Course Project

Your Course project can take one of two forms.

  1. Practice (preferred): An implementation of RL in some domain of your choice - ideally one that you are using for research or in some other class. In this case, please describe the domain and your initial plans on how you intend to implement learning. What will the states and actions be? What algorithm(s) do you expect will be most effective?
  2. Theory: A proposal, implementation and testing of an algorithmic modification to an RL algorithm presented in class. In this case, please describe the modification you propose to investigate and on what type of domain (possibly a toy domain) it is likely to show an improvement over things considered in the book.

You may try to build on some of the chapters or research papers you have read (or will read) in the class; you may try to reimplement something you've found interesting that others have done; you can try to do something that has never been done before; you may write new code from scratch; you may modify existing code. It's up to you!

Our lab (Pi-Star) also has a few high-impact project ideas that you may consider working on for your course project. If you are interested, please review the projects description and attend the TA's office hours.

You are required to work in teams of 2 and are strongly encouraged to work on all aspects together (i.e. pair programming rather than divide and conquer). Teams should only turn in one submission (only one team member shoudl upload each file). However, each person must turn in an independently written summary of each person's contribution to the final product.

You may build on existing work for this project and utilize existing code (your own or code found on the web), but you must give proper attribution to all existing work that you build on and make clear what your new contribution is. Any unattributed or uncited work that you use will be considered a breach of academic honesty and dealt with according to the course policy in the syllabus. Furthermore, you may not claim your own existing work as a new contribution. You may build on your own work, but it must be clearly cited as existing work and you must do new work for the class project.


Submission

Submit your reports through Canvas, on or before the specified deadline. Include the full name and UIN for each team member. Submit only single copy of your report (submitted by one of the two team members).









The project instructions are based of text by Dr. Peter Stone from UT-Austin (with his permission).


▶ Directions for this task
"mouth" is the word to look for; copy each line of the listing where it occurs.

▶ Records shown
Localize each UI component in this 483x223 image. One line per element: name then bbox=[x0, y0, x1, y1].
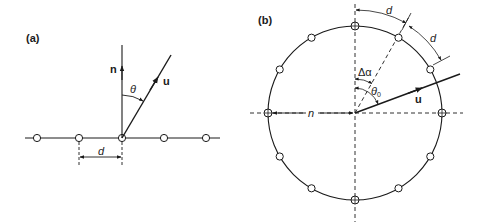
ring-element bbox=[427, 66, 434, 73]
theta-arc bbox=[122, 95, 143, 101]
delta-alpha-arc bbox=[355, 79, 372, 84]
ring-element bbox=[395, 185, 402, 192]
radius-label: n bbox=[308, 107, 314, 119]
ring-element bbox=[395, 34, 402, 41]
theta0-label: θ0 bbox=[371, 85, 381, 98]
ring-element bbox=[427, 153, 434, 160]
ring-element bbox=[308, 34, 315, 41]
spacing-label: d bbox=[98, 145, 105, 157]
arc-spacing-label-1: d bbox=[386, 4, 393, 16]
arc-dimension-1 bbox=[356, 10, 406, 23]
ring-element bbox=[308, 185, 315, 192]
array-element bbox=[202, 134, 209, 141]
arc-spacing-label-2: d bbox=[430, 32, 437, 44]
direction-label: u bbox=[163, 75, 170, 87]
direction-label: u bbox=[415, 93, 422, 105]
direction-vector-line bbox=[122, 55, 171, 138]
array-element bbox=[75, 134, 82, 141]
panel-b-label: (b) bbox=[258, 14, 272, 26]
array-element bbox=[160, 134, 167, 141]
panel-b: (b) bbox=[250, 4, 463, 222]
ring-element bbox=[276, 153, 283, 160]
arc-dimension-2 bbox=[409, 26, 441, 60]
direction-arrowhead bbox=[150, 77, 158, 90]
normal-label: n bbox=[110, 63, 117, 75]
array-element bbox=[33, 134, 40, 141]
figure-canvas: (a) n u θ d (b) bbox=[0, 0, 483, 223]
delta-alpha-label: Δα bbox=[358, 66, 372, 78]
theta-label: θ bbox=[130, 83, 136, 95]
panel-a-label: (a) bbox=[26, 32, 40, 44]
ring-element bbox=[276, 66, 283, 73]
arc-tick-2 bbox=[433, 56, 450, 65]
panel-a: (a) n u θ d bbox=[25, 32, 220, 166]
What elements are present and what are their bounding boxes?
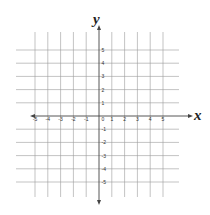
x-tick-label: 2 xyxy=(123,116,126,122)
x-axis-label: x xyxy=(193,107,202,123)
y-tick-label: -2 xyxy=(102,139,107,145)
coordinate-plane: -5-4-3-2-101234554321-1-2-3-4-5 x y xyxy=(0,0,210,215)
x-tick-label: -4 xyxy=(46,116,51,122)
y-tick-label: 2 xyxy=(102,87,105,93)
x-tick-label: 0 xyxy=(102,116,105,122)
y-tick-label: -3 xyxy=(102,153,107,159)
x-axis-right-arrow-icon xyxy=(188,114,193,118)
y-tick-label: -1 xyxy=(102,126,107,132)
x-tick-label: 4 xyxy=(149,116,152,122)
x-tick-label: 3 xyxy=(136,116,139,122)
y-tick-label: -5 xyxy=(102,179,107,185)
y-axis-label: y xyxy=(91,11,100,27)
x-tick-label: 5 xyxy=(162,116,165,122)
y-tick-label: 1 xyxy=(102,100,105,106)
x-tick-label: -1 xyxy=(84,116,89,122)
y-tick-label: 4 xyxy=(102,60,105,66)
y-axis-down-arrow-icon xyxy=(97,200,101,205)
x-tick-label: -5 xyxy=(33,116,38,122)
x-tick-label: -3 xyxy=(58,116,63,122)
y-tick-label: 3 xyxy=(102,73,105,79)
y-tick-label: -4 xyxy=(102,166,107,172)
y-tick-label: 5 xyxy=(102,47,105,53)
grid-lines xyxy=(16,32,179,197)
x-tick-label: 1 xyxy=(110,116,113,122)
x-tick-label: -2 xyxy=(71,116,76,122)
...
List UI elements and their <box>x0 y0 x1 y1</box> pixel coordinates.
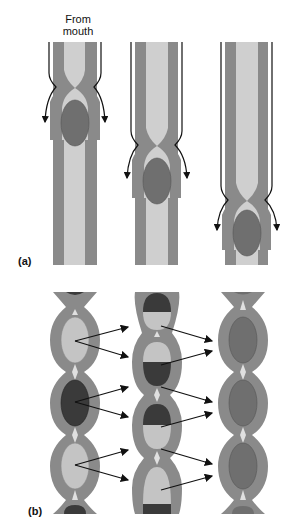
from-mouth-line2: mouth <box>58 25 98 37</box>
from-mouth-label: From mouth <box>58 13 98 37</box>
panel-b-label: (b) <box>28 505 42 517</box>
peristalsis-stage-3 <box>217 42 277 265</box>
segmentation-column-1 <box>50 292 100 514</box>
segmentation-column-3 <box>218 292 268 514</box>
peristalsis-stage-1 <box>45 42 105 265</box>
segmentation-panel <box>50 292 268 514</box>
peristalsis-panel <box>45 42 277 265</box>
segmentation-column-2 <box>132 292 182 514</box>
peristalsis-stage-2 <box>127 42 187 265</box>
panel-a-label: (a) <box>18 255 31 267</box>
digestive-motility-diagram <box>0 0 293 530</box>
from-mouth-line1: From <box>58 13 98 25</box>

▶ Output for this exercise
from-mouth-line2: mouth <box>58 25 98 37</box>
from-mouth-label: From mouth <box>58 13 98 37</box>
from-mouth-line1: From <box>58 13 98 25</box>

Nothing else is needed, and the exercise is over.